Otto scowled. Always Norman sought to manipulate him in one breath and belittle him in the next. When Otto didn’t answer, Osborn made his way into the room and marveled up at his latest abomination with an insatiable gleam in his eyes.
“So what do you think of him, Otto? Really?” he asked, his voice full of wonderment.
Octavius looked the creature up and down. Rachnid’s ghoulish eyes still gleamed even through the bandages. His long brown hair had been surgically shaved just below the temple to accommodate what appeared to be a crude knock off of Octavius’s own cybernetic interface, bypassing the spinal column and instead tapping directly into the man's brain. The design was pitiful--barbaric even--but Otto said nothing of it.
“You’ll need a new surgeon. This one won’t be leaving the laboratories.” Otto said and Norman laughed aloud.
“Oh please. We had his replacement lined up weeks ago. OSCORP runs on efficiency, Otto.”
Otto glowered, how long had it taken Norman to find a replacement for him, he wondered. He glared up at Rachnid. And now he'd have to deal with yet another contender to his value at OSCORP.
“What about family? I have no use for an assistant whose interfering relatives might interrupt my work.”

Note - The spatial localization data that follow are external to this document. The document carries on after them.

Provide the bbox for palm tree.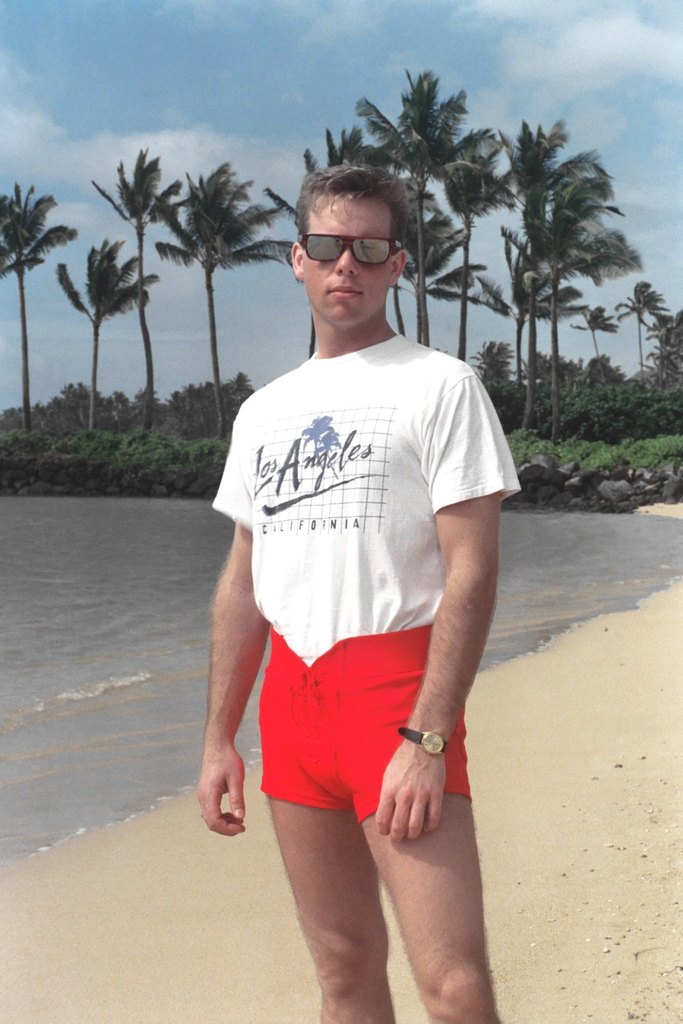
(0,175,76,436).
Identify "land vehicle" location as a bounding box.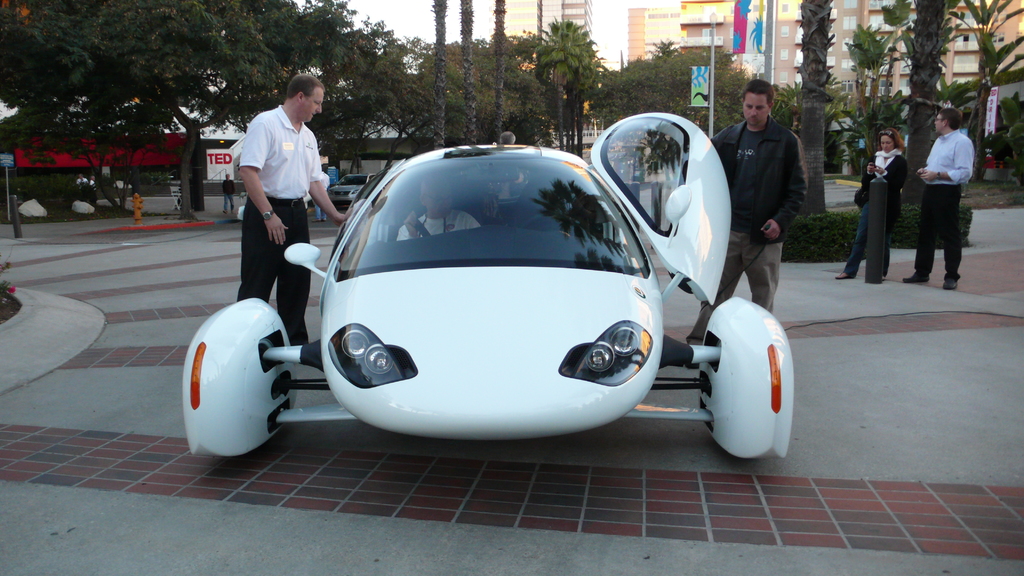
[left=178, top=111, right=795, bottom=461].
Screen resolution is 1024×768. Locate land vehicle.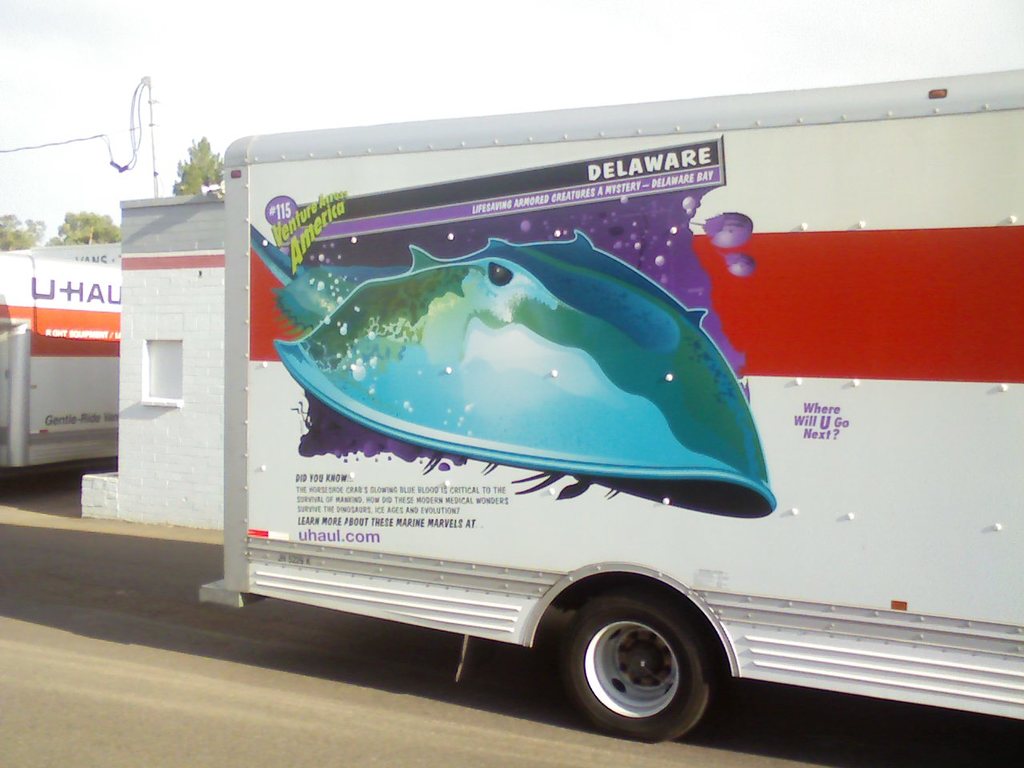
bbox=[218, 122, 990, 740].
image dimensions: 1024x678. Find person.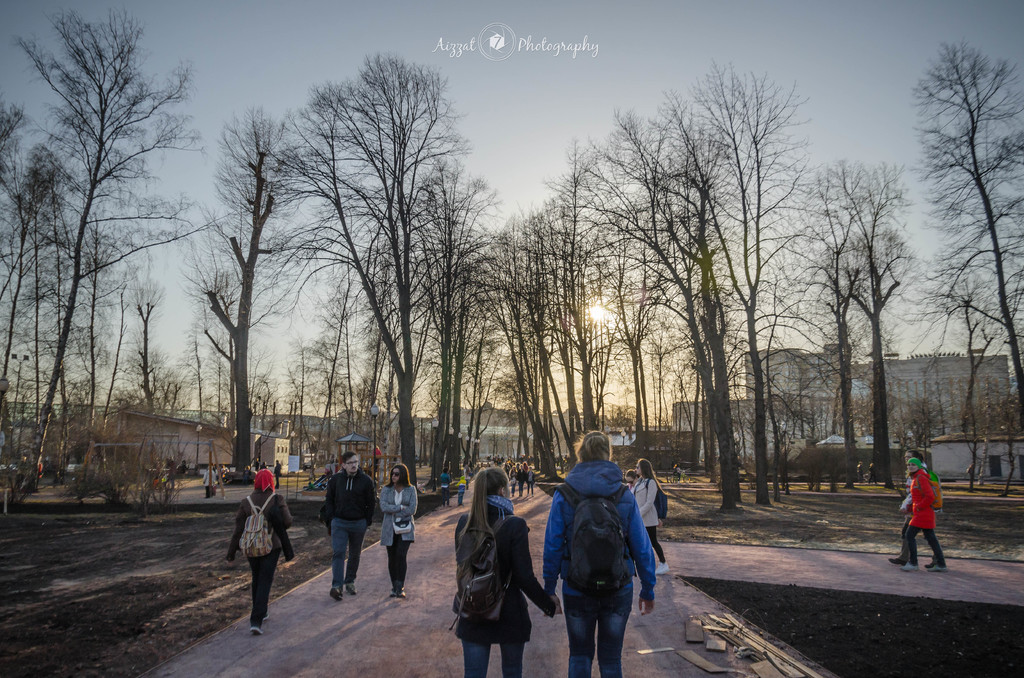
[left=318, top=450, right=376, bottom=597].
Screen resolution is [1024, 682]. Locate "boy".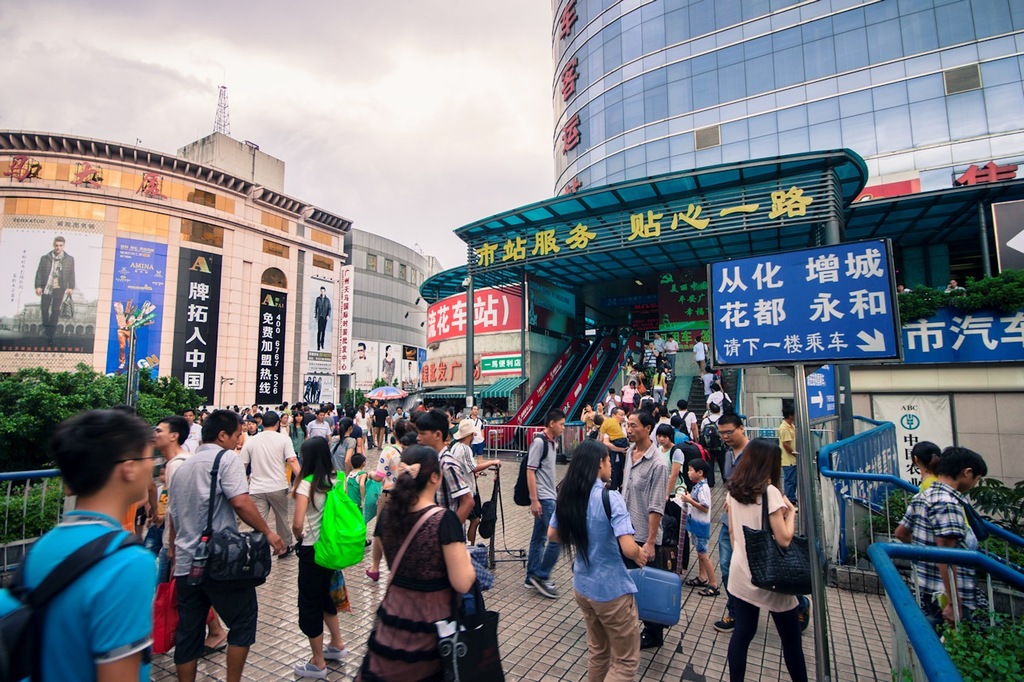
<bbox>899, 448, 989, 644</bbox>.
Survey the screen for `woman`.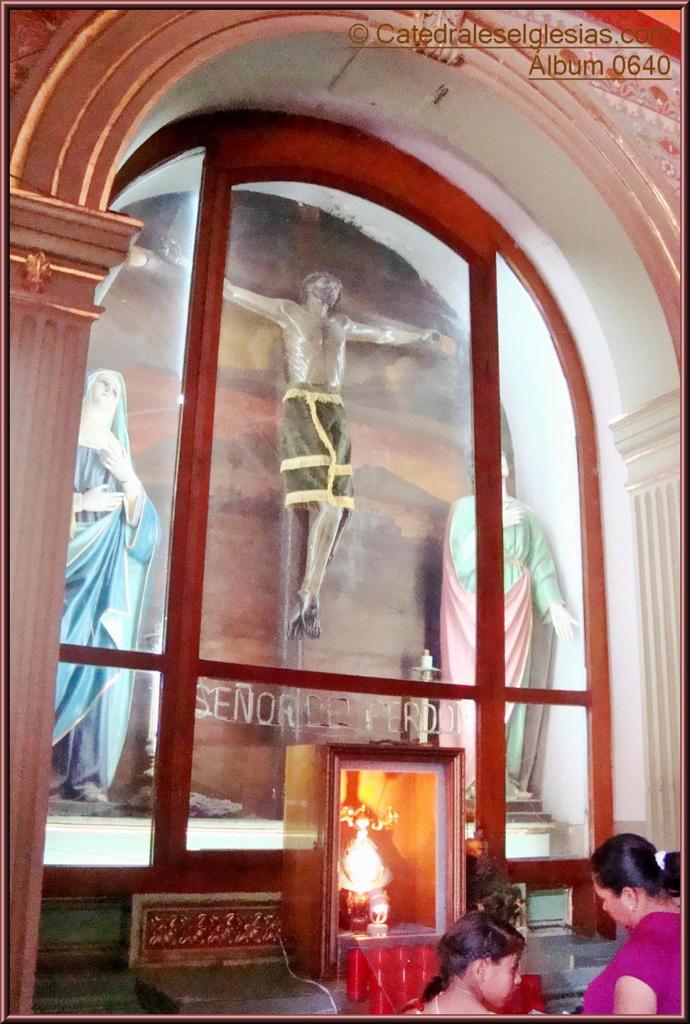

“As I said: efficiency. No one came for you, did they?" Osborn smirked.
Otto felt his already wounded ego snap. One more word. One more word and Norman was a dead man…
But Osborn knew his limits. No more words came from his employer’s lips, just the same sickening smirk. It was paternal, his patience, as though Otto were nothing more than a petulant child on the verge of a fit, and every time, Otto was forced to swallow his pride.
“I…suppose he will be…sufficient. For an underling.”
“Wonderful. In that case…” Osborn taps a button on his wrist and Rachnid seizes, collapsing to the ground in a heap as the cables deliver a painful, but non-lethal charge directly to its brain. Norman grins as the electricity dances through the creature's nervous system. Otto looks away.
“I’ll take it from here, Otto. I have a few more tweaks I’d like to make before I place him in your care. Besides, shouldn’t you be getting back to work?”
Otto opens his mouth to respond, but armed guards run in to haul the unconscious man away and Norman Osborn flashes his teeth a final time before allowing himself to be swept along with them, leaving Otto alone in the darkened cell, with only the gasp of his respirator to accompany him.